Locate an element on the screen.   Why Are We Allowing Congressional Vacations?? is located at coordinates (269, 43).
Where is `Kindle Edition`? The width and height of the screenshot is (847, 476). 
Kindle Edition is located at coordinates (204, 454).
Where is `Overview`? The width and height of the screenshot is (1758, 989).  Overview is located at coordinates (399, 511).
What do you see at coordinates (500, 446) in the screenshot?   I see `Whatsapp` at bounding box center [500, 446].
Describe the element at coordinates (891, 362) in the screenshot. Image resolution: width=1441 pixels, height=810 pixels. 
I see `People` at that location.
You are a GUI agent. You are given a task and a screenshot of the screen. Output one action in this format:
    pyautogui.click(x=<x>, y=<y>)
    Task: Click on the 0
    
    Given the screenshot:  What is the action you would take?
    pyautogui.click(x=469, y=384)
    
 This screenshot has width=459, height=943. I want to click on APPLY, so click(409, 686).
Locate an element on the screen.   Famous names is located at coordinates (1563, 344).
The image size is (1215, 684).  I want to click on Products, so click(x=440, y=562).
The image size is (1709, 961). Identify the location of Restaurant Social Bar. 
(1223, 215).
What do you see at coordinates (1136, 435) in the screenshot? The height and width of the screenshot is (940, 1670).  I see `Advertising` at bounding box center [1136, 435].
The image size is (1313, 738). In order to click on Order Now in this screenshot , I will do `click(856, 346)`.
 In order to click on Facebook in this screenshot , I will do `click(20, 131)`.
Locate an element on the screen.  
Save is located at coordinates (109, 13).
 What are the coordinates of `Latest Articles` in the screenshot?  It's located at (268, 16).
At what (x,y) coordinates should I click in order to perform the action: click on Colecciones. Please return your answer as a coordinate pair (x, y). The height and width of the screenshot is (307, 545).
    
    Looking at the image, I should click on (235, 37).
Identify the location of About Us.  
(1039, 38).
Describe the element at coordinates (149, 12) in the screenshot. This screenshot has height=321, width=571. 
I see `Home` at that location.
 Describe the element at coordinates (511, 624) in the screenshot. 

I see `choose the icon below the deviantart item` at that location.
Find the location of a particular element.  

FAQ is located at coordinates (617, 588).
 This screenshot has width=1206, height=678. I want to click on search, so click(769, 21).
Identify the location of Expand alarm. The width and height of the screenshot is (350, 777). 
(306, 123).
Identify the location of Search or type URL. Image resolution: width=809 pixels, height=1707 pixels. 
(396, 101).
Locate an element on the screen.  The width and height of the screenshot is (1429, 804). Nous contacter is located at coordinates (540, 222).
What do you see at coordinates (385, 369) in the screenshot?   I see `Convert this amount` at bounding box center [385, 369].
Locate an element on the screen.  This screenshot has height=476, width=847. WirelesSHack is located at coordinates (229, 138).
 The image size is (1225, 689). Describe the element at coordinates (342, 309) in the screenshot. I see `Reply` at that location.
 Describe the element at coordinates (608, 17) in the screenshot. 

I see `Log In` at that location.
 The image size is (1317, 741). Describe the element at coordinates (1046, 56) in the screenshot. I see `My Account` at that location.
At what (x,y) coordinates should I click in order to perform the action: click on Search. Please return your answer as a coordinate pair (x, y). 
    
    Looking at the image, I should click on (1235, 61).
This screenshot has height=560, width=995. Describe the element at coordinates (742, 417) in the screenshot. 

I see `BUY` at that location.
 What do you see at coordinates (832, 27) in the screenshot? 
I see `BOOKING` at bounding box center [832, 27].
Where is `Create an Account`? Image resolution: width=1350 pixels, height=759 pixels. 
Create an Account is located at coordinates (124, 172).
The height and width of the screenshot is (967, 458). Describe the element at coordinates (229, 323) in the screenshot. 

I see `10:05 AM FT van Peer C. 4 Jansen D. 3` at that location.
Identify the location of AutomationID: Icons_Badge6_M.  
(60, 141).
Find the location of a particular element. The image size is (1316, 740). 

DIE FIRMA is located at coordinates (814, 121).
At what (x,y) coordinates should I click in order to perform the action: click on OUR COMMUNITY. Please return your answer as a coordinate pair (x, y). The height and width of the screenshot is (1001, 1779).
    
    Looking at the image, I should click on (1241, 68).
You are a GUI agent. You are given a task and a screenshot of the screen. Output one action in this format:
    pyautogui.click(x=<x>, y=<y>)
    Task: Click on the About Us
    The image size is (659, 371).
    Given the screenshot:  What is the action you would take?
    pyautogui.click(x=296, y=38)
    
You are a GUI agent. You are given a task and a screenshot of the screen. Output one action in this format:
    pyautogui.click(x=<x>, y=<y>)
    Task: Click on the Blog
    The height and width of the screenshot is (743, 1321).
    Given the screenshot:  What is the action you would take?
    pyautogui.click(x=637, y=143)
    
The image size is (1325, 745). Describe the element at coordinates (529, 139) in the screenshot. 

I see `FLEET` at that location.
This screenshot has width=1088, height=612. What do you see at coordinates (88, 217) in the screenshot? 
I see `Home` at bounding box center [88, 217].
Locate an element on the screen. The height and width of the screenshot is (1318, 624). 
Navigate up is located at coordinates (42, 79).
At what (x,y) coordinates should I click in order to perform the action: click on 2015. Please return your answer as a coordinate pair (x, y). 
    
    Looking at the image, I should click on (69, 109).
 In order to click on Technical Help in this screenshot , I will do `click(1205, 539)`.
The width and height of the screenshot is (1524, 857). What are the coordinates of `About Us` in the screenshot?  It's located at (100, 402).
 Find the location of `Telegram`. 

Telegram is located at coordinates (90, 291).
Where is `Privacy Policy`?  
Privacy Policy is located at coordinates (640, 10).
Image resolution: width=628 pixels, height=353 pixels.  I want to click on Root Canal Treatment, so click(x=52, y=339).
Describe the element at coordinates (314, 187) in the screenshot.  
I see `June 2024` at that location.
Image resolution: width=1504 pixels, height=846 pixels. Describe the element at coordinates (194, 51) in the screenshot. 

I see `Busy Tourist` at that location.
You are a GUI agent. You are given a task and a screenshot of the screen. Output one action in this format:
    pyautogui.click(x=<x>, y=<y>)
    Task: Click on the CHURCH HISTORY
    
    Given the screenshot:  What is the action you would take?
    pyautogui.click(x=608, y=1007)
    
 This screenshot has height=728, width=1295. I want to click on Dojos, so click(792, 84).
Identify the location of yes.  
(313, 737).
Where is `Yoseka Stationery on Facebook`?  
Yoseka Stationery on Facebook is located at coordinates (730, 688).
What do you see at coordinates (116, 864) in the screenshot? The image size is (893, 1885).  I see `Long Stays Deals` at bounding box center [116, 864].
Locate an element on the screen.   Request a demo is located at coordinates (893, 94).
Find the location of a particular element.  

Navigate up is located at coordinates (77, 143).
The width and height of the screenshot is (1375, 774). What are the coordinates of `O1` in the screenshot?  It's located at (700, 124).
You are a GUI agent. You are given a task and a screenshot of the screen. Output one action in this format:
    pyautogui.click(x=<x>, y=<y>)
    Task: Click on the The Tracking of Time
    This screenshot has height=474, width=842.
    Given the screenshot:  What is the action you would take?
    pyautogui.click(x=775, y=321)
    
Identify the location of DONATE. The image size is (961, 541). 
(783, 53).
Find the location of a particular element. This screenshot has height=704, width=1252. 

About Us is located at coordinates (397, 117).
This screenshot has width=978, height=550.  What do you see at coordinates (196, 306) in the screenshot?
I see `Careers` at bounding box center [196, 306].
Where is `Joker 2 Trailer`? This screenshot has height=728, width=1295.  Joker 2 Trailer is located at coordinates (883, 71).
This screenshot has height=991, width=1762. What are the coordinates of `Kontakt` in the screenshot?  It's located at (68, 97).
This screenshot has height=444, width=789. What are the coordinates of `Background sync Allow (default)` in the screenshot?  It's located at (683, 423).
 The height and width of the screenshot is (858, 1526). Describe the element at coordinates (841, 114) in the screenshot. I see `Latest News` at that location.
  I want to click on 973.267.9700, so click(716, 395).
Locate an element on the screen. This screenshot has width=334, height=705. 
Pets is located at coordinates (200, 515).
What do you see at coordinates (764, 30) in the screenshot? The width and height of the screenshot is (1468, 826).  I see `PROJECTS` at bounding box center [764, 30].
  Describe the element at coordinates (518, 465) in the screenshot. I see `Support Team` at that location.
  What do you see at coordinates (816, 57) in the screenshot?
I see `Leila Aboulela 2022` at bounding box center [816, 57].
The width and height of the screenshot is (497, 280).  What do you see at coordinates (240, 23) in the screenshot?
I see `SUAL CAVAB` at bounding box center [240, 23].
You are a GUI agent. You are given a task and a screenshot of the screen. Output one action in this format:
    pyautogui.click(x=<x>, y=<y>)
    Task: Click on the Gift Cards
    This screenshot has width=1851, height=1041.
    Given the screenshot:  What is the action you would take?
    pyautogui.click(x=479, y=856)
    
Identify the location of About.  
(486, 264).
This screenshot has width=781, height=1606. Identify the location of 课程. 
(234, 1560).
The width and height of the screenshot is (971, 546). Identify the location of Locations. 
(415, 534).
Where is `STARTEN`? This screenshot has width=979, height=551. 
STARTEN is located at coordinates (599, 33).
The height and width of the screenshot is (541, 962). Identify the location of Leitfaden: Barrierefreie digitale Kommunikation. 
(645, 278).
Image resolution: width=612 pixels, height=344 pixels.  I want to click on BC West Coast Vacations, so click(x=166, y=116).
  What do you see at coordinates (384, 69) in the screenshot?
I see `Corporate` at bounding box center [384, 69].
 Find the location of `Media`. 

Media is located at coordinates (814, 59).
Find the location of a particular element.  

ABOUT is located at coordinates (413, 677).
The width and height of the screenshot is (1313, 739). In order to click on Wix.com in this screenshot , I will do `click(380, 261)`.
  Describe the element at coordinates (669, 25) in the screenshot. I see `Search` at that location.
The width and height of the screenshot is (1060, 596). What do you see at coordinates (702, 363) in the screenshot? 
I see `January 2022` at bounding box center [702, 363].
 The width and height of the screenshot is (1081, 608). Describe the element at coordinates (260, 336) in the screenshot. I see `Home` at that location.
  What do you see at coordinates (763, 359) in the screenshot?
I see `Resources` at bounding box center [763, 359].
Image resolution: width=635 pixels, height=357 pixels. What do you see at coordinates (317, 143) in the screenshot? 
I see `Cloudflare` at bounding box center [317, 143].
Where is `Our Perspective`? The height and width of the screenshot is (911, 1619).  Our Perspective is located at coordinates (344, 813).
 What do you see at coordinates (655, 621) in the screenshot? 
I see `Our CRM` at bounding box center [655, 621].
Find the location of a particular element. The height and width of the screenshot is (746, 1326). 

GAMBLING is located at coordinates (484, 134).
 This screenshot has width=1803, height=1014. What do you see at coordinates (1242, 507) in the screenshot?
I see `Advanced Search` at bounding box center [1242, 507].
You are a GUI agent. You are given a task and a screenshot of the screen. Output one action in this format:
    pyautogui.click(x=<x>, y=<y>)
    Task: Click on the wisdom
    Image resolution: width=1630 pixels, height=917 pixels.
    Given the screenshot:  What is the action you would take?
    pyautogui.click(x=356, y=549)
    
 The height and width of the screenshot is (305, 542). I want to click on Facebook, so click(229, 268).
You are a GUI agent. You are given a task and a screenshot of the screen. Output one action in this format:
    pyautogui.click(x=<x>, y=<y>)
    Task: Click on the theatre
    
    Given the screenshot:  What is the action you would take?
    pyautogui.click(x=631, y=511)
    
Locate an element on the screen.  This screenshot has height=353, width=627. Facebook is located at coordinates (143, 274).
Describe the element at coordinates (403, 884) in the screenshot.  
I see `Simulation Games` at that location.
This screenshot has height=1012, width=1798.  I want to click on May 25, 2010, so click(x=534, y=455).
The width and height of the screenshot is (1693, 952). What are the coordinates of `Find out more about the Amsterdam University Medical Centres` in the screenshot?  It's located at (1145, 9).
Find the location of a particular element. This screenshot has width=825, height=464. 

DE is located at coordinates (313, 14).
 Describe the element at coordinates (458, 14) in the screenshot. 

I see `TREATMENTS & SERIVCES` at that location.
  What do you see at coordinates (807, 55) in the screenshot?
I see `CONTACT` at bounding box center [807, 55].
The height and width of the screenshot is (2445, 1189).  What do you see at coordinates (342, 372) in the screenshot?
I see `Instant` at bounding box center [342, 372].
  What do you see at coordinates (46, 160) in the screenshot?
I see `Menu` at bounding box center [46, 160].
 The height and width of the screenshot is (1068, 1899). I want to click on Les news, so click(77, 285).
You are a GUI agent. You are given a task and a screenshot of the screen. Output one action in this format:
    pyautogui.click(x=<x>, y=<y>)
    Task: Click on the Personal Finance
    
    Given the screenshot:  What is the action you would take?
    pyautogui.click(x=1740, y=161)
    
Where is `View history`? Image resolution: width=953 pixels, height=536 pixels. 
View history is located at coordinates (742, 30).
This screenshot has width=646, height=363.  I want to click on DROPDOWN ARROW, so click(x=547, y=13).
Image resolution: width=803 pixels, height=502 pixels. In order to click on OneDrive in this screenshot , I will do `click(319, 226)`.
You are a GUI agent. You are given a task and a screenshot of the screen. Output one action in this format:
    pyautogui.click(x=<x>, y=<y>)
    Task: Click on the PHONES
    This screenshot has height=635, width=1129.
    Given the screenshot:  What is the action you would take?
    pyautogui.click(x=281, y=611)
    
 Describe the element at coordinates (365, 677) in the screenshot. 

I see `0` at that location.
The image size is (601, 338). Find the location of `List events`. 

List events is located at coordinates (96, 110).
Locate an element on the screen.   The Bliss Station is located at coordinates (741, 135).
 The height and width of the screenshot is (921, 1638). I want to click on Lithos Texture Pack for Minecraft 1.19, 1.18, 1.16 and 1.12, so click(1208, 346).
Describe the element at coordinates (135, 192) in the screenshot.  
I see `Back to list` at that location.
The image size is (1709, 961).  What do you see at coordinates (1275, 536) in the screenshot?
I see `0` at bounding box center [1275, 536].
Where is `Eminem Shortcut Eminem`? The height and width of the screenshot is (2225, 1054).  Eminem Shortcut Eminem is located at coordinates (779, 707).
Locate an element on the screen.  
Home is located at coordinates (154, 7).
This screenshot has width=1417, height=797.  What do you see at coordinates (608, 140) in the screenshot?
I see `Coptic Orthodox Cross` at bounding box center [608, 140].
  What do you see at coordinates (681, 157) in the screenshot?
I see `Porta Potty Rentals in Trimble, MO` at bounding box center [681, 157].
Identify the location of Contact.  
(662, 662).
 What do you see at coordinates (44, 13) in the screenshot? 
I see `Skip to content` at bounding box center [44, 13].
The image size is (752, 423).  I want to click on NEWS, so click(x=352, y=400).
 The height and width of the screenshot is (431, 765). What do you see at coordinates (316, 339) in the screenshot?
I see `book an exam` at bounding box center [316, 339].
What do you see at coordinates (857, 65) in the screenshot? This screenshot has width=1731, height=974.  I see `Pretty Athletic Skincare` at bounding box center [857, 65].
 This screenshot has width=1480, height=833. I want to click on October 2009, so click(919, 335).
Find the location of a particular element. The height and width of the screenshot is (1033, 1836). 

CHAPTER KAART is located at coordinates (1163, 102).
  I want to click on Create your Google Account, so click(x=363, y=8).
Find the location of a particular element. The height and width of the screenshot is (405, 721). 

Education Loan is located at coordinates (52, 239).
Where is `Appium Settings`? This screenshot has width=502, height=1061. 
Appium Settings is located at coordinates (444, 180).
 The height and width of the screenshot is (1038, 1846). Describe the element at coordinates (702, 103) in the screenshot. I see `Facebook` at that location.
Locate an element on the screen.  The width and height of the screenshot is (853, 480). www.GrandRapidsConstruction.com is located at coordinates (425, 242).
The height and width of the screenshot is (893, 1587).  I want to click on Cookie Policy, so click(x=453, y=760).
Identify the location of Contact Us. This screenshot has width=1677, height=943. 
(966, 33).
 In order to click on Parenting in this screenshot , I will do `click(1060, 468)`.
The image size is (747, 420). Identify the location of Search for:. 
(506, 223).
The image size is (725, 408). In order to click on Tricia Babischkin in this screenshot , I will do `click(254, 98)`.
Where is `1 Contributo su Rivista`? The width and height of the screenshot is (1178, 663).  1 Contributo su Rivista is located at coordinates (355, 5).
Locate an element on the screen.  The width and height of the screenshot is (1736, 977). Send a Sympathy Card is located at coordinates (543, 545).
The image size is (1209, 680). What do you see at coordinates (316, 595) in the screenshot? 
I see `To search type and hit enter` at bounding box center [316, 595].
########################################
▶ Problem details
Take the line above containing "Identify the location of Contact.", the line containing "The image size is (725, 408).", and all lines in between, and copy them exactly without anything else.

▶ Task output
Identify the location of Contact.  
(662, 662).
 What do you see at coordinates (44, 13) in the screenshot? 
I see `Skip to content` at bounding box center [44, 13].
The image size is (752, 423).  I want to click on NEWS, so click(x=352, y=400).
 The height and width of the screenshot is (431, 765). What do you see at coordinates (316, 339) in the screenshot?
I see `book an exam` at bounding box center [316, 339].
What do you see at coordinates (857, 65) in the screenshot? This screenshot has width=1731, height=974.  I see `Pretty Athletic Skincare` at bounding box center [857, 65].
 This screenshot has width=1480, height=833. I want to click on October 2009, so click(919, 335).
Find the location of a particular element. The height and width of the screenshot is (1033, 1836). 

CHAPTER KAART is located at coordinates (1163, 102).
  I want to click on Create your Google Account, so click(x=363, y=8).
Find the location of a particular element. The height and width of the screenshot is (405, 721). 

Education Loan is located at coordinates (52, 239).
Where is `Appium Settings`? This screenshot has width=502, height=1061. 
Appium Settings is located at coordinates (444, 180).
 The height and width of the screenshot is (1038, 1846). Describe the element at coordinates (702, 103) in the screenshot. I see `Facebook` at that location.
Locate an element on the screen.  The width and height of the screenshot is (853, 480). www.GrandRapidsConstruction.com is located at coordinates (425, 242).
The height and width of the screenshot is (893, 1587).  I want to click on Cookie Policy, so click(x=453, y=760).
Identify the location of Contact Us. This screenshot has width=1677, height=943. 
(966, 33).
 In order to click on Parenting in this screenshot , I will do `click(1060, 468)`.
The image size is (747, 420). Identify the location of Search for:. 
(506, 223).
The image size is (725, 408). In order to click on Tricia Babischkin in this screenshot , I will do `click(254, 98)`.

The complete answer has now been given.